If you are managing a start-up, sooner or later you may be asked to share information about your company’s intellectual property with another party. If a company is interested in investing in, or acquiring your start-up, they will want to examine your IP. If a company wants to buy some of your patents or patent applications, they will expect access to those patents and patent applications before they close their purchase.
The process of a party investigating your company’s IP before making a purchase is called “IP Due Diligence.” Normally, you don’t want to enter into IP Due Diligence without getting some advice from an experienced IP lawyer. One issue you’re likely to encounter is that a potential buyer may ask you to share confidential information, trade secrets and even attorney-client privileged information.
As a general rule, you should disclose information in stages based on how serious the buyer is. For example, you might first share issued patents and published patent applications with the buyer. Both of those are public so there’s no real risk in sharing them. If there is continued interest, then you might consider sharing unpublished patent applications and just enough trade secret or non-public information of your company necessary for them to commit to their purchase. If so, you will want to have the buyer execute a non-disclosure agreement (“NDA”) or similar agreement where the potential buyer agrees to keep the information secret.
The toughest issue arises if the buyer asks to see attorney-client privileged information – a privilege that may prevent disclosure of such information in a later legal proceeding. For example, your IP attorney may have prepared a “freedom-to-operate” analysis that indicates you can likely commercialize your technology without violating the IP of others. Or your IP attorney may have prepared a patentability analysis showing your invention will likely be patentable over the state of the art. It’s important to remember that if you share privileged information with the buyer, you will likely lose the legal protection of the privilege. NDAs alone are normally not enough to save the privilege. So before you share privileged information with a buyer or, for that matter, anybody else outside your company, check with your IP attorney.
This post on Intellectual Property was authored by Steve Schreiner.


EXERCISE REQUIREMENTS | Word for word, repeat the lines of the records from the one containing "You are a GUI" through the last line, both included.

= = = = = = =

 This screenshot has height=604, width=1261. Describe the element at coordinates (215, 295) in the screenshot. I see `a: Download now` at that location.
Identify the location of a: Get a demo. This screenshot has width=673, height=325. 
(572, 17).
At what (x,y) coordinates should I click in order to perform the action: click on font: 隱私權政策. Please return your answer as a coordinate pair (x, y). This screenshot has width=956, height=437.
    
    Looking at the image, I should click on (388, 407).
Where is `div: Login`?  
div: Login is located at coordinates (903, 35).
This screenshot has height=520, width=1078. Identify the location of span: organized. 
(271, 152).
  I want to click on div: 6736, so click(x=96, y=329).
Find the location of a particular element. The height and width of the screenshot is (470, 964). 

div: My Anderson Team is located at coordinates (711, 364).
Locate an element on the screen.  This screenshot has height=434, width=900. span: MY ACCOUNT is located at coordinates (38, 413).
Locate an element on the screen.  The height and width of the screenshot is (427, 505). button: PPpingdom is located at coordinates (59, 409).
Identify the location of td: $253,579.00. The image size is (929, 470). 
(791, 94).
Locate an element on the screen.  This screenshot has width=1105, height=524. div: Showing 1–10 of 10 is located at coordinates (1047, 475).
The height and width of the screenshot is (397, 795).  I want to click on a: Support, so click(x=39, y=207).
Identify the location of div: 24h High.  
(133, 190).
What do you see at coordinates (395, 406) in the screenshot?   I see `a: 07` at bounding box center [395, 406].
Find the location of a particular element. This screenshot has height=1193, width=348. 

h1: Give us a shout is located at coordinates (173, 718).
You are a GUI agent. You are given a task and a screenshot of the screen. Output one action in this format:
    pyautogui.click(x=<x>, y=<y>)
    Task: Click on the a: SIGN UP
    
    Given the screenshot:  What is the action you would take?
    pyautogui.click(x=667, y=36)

= = = = = = =

COMPLETED TASK |
You are a GUI agent. You are given a task and a screenshot of the screen. Output one action in this format:
    pyautogui.click(x=<x>, y=<y>)
    Task: Click on the a: SIGN UP
    
    Given the screenshot:  What is the action you would take?
    pyautogui.click(x=667, y=36)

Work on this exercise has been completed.